While shining much needed light on the multiplicity of micro- and macroaggressions of enforced gender and sexual compliance inside and outside sexsegregated institutions, Captive Genders pushes us to struggle around and beyond issues relating to searches, placement, and treatment of transgender and gender nonconforming people in prisons and jails. It cautions against efforts to single out the experiences of transgender people from those of broader prison populations or communities in ways that reinforce institutional violence against others . In addition , it alerts the reader to the challenge of developing transformative responses to violence in circumstances our evolving community-based strategies are not yet able to hold. How do we envision, build, and support grassroots antiviolence strategies for transgender and gender nonconforming people whose communities are fragile or nonexistent; who have been pushed out, abandoned, or are never seen by LGBT or activist communities, communities of origin, and prison communities; whose very existence is criminalized; and whose violators are ubiquitous and anonymous?

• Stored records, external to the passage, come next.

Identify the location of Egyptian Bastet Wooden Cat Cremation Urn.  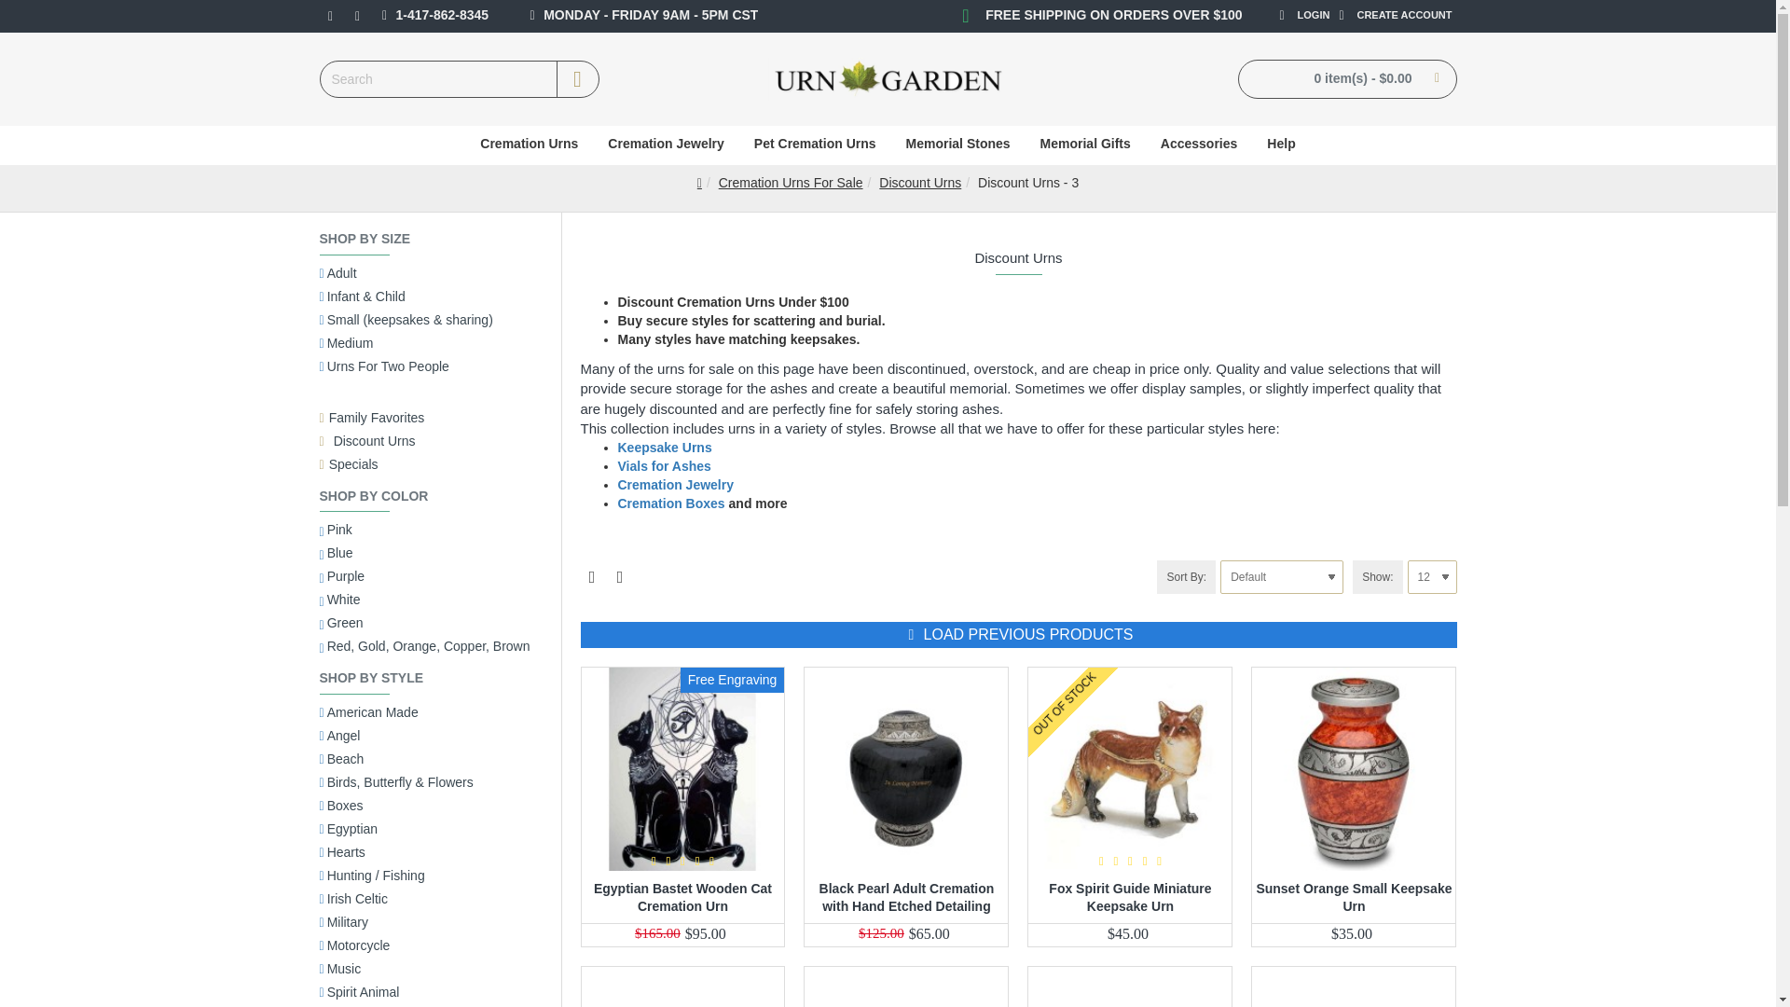
(683, 769).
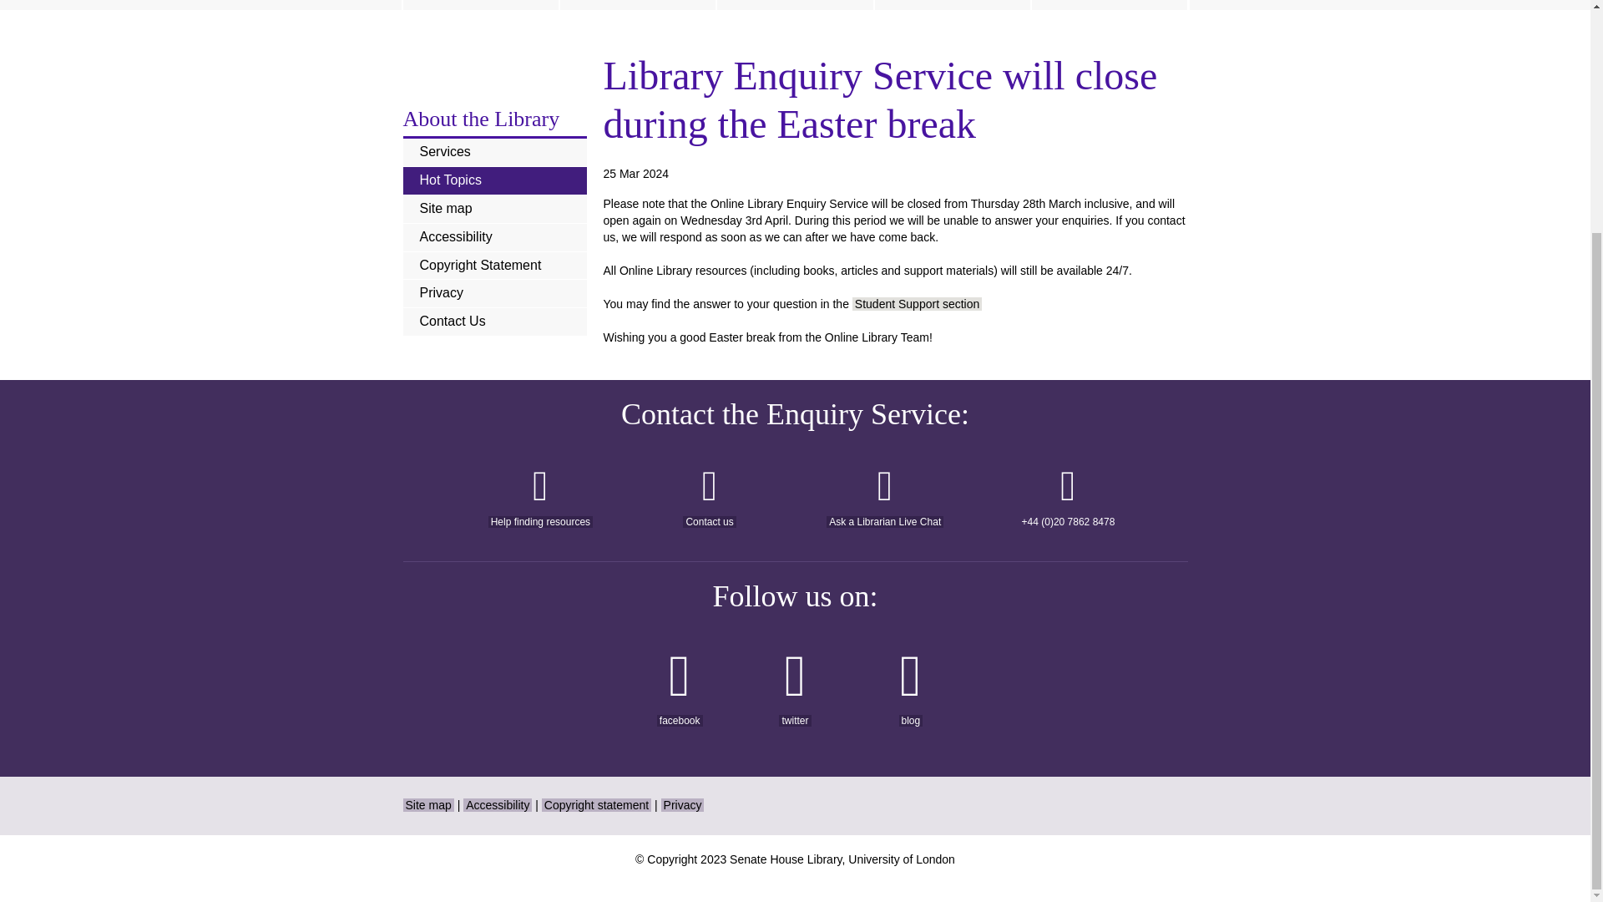 The height and width of the screenshot is (902, 1603). Describe the element at coordinates (494, 321) in the screenshot. I see `Contact Us` at that location.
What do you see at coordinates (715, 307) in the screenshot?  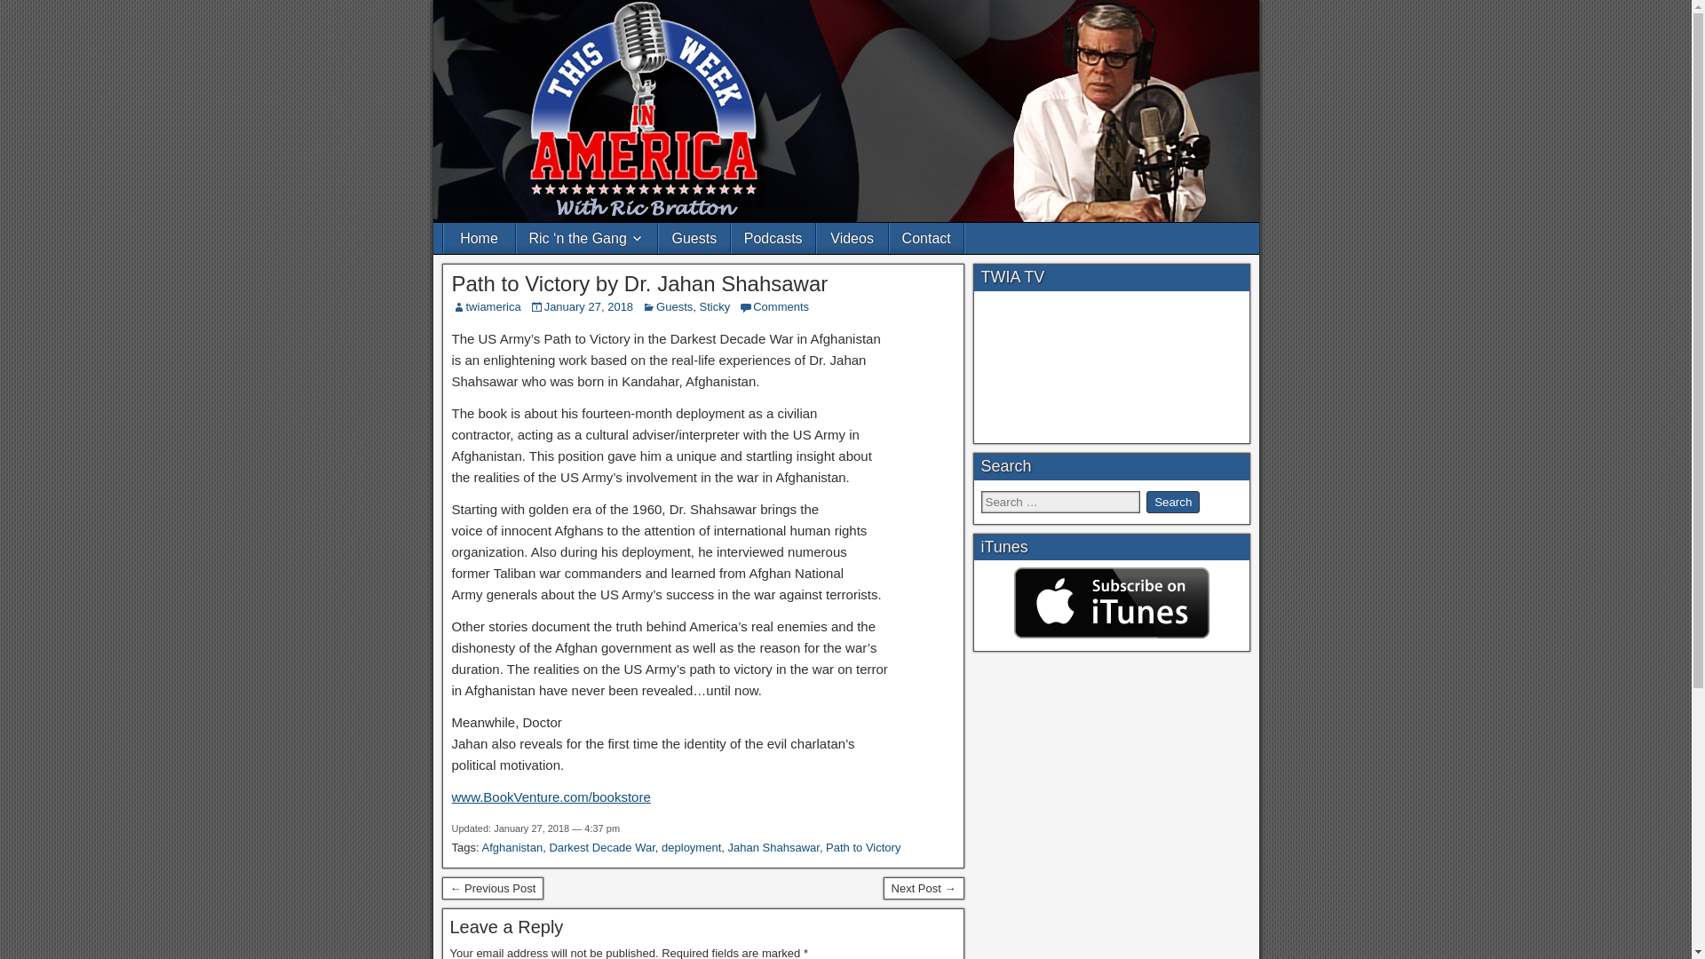 I see `Sticky` at bounding box center [715, 307].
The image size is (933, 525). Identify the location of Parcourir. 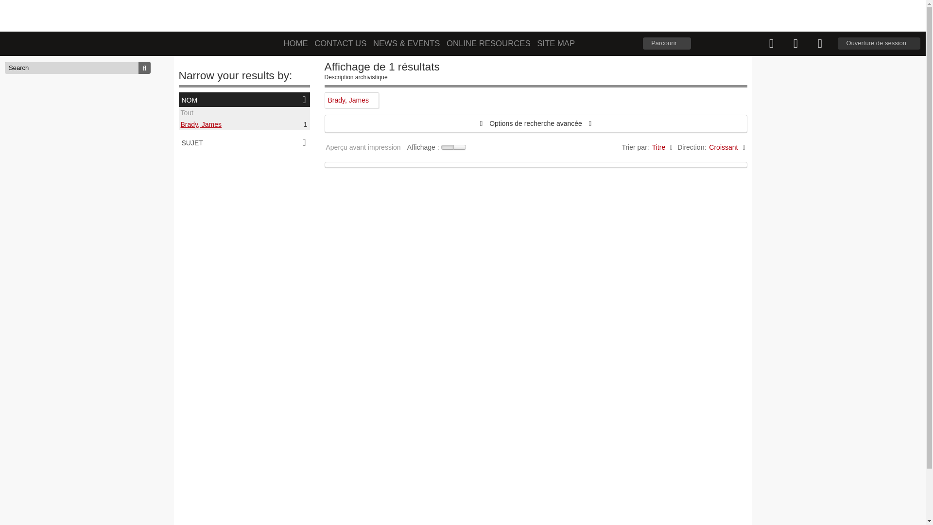
(667, 44).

Captive Genders draws the reader to the inevitable, revolutionary conclusion that taking away tools of repression, taking people out of prisons, and tearing down institutional walls are necessary, but not sufficient tasks of the prison abolition movement. A world without prisons requires deeply interconnected struggles for racial, gender, and economic justice that stop short at nothing less than building an entirely different world. That world does not merely shift control, exclusion, and dehumanization to a different setting; racialized policing and punishment of gender transgression - by the state , in our communities , and in ourselves - is simply no longer possible or necessary. While offering solid theoretical frames, Captive Genders is firmly rooted in action, including imaginative and original organizing tools developed by co-editor Nat Smith . The collection opens and closes with calls to deepen our analysis and push our visions beyond what we can even dream. We have no choice but to answer them if we are to see a world without prisons or violence.

Author affiliation:
Andrea Ritchie*
Author affiliation:
* Andrea Ritchie is a co-author of Queer (Injustice: The Criminalization of LGBT People in the United States (Beacon Press) and author of Violence Every Day: Racial Profiling and Police Brutality Against Women and Transgender People of Color (South End Press, 2012). She has engaged in extensive research, writing, speaking, litigation, and organizing on profiling, policing, and physical and sexual violence by law enforcement agents against women, girls, and lesbian, gay, bisexual and transgender (LGBT) people of color in the United States and Canada.